Trump 2.0 has made sure his second Cabinet has no such human guardrails, just knee-jerk enablers. Unlimited, presided over crisis after crisisAll self-made. Tariff turmoil and high prices. Armed agents and troops in American cities. Repeated violations of court orders. Destruction at federal agencies And White House.
And now Trump has led the country into war against Iran Israel in cooperation with Benjamin Netanyahu. Depending on the moment and the audience contradictory Trump He either claims that the war is “fully completed” or that much remains to be done to “destroy” Iran. “It’ll end whenever I want it to end,” he blithely told Axios on Wednesday, even as U.S. officials planned further actions.
In any case, Trump’s war of choice and the killing of the supreme leader of Iran’s terrorist theocracy has now led to another potential crisis. Counterterrorism experts warn: Risks of retaliatory terrorist threats in the country. And whether that comes from homegrown extremists or the kind of sleeper cells that came to life on 9/11, Trump is likely to face a greater threat in his second term because of the self-inflicted crisis: his crackdown on the federal government.
Trump has empowered Elon Musk to destroy bureaucracy in the name of “government efficiency” and continues to retaliate against any federal employee involved in investigating and prosecuting during his interregnum. Long-time spies and spies at the FBI, Department of Justice, Department of Homeland Security, CIA and elsewhere have been eliminated. Gone are counterterrorism experts with hundreds of years of collective experience, particularly at the FBI, and many of those who remain have been redirected to Trump’s top priority: mass deportation.
As a result, the president who promised to “Make America Safe Again” has arguably made Americans less safe.
I brought up this frightening possibility A little over a year ago, as Trump’s efforts to destroy the so-called Deep State continued. And now the Middle East war that Trump promised would never start has further emboldened Iran and its jihadist proxies to strike back, just as it has weakened the country’s early warning systems.
But the New York Times notes that even in the days before Trump ordered the first attack on Tehran, there was enough intelligence that government analysts were gathering “alarming signs” that Iran was conspiring against US targets. reported. Following the US-Israeli attack and the death of Ayatollah Ali Khamenei on February 28, the government caught a possible Iranian “operational trigger” against “sleeping entities” outside Iran. According to ABC News.

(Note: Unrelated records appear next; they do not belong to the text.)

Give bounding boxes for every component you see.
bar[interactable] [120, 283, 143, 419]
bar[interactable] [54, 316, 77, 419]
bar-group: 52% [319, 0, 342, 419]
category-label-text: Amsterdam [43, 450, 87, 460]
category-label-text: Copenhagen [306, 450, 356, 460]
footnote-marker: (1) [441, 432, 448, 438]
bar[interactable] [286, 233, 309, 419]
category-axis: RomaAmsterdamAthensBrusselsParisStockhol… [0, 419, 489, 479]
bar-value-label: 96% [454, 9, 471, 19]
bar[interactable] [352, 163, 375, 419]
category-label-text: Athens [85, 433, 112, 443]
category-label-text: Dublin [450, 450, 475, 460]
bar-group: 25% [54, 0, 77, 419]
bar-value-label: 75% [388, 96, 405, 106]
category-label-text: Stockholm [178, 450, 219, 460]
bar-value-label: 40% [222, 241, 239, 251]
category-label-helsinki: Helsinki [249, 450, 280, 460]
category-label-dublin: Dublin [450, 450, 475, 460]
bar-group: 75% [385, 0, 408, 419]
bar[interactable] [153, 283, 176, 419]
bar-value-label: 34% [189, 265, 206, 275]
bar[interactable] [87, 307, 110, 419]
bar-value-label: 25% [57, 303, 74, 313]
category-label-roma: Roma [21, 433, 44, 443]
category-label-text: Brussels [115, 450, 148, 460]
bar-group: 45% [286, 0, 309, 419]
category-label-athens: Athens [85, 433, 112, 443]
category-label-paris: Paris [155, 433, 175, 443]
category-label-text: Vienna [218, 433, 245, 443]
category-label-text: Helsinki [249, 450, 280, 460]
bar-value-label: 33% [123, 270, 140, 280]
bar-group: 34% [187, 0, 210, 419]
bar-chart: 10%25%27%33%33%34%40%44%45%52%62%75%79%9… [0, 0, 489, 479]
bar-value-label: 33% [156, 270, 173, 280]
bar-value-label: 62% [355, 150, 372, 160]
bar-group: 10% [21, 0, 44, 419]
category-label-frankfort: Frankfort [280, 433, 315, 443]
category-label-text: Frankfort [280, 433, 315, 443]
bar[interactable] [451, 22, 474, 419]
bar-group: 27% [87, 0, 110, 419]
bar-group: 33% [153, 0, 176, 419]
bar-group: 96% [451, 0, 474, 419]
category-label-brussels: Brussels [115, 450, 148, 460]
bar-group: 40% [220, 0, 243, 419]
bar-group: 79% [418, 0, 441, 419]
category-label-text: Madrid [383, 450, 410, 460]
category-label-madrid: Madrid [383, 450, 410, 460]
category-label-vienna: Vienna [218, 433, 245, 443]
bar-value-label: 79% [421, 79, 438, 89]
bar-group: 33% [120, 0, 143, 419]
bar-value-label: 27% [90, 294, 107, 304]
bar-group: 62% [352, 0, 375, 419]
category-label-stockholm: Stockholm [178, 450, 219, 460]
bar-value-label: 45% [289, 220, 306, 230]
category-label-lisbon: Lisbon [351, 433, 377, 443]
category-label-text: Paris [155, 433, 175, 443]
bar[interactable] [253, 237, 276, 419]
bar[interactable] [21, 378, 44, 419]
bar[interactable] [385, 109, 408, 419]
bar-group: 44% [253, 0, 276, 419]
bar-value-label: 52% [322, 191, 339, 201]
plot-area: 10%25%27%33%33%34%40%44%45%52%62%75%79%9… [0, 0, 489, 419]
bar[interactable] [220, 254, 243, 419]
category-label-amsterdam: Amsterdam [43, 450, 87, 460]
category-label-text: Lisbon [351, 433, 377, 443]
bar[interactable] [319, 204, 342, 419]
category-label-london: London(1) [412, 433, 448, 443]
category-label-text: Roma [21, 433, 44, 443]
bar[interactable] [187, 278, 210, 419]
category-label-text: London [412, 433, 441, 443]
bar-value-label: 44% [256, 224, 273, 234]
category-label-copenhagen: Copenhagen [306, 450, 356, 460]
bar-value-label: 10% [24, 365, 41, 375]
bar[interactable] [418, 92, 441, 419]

said counterterrorism expert Colin P. Clarke, executive director of the Soufan Center, which focuses on global security and transnational terrorism. wrote US agencies in the Atlantic this week record Given recent changes in funding, personnel, and priorities, the attempt to disrupt Iran-backed conspiracies in America was in jeopardy. “Because of this,” he concluded, “the homeland of the United States is probably more vulnerable than it has been in a long time.”
In a subsequent email exchange, Clarke told me: “Many of this administration’s actions have been myopic — shifting counterterrorism resources to immigration, firing FBI agents working in counterintelligence, etc. A week before the United States went to war with Iran, FBI Director Kash Patel was about to demonstrate in Milan for the Olympics. [where he struggled to chug a Michelob Ultra, a firing offense in its own right] “While Iran should be prepared for a possible reaction on US soil.”
Patel’s ill-advised party with the US men’s hockey team, while war plans were being made in Washington, drew widespread, and rightfully, criticism. was mocked. But it stands as a metaphor for the entire Trump administration’s cavalier attitude toward homeland security. Its abusive approach towards both immigrants and citizens protesting on behalf of immigrants distracts from the real threats to the country.
Patel, his boss at the Department of Justice, Atty. General Pam Bondi has made clear through her words and actions that the president’s political enemies are the real public enemy No. 1. One of Bondi’s first acts was to create a political party. “armament working group” he was required to take action to identify, fire or prosecute individuals within his department who were investigating and prosecuting Trump; many of them also had experience in domestic and international terrorism. The association representing FBI agents wanted him to purge “dangerous distractions” from his work “to make America safe again.”
Days after the start of the Iran war, when domestic security should have been on red alert, Trump said was fired Homeland Security Secretary Kristi Noem. His dressing up in expensive costumes as the homeland’s hero on horseback in anti-immigrant videos and his penchant for luxury jets allegedly used to transport deportees were too much even for him.
But all three “national security” officials—Noem, Bondi, and Patel—reflect Trump’s warped approach and blasé attitude toward the home front.
When Time magazine asked the commander in chief last week whether Americans should be concerned about potential terrorist attacks in their country, he replied: replied“I think.”
“We are planning for it,” he added. “But yeah, you know, we expect some things. Like I said, some people are going to die. When you go to war, some people are going to die.”
The management plans this well. Extraordinary number of senior Trump officials Residence started in houses on military basesAmong them are Bondi, Noem, Secretaries of State and Defense Marco Rubio and Pete Hegseth, and White House adviser Stephen Miller.
The rest of us just have to keep our fingers crossed. I think.